§ Directions
Set the entries down once more, exactly as they are worded.

§ Data records
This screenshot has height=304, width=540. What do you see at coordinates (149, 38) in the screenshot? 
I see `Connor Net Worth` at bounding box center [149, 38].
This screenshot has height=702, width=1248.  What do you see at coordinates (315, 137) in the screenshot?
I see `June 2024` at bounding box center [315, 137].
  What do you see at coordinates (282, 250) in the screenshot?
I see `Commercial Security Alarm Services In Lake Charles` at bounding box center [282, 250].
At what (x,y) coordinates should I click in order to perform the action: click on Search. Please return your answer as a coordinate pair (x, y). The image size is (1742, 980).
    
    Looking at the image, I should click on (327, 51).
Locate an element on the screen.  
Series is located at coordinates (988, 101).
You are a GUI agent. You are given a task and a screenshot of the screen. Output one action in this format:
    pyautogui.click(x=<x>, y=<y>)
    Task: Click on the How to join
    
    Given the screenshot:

§ Task result
This screenshot has height=304, width=540. What do you see at coordinates (149, 38) in the screenshot? 
I see `Connor Net Worth` at bounding box center [149, 38].
This screenshot has height=702, width=1248.  What do you see at coordinates (315, 137) in the screenshot?
I see `June 2024` at bounding box center [315, 137].
  What do you see at coordinates (282, 250) in the screenshot?
I see `Commercial Security Alarm Services In Lake Charles` at bounding box center [282, 250].
At what (x,y) coordinates should I click in order to perform the action: click on Search. Please return your answer as a coordinate pair (x, y). The image size is (1742, 980).
    
    Looking at the image, I should click on (327, 51).
Locate an element on the screen.  
Series is located at coordinates (988, 101).
You are a GUI agent. You are given a task and a screenshot of the screen. Output one action in this format:
    pyautogui.click(x=<x>, y=<y>)
    Task: Click on the How to join
    
    Given the screenshot:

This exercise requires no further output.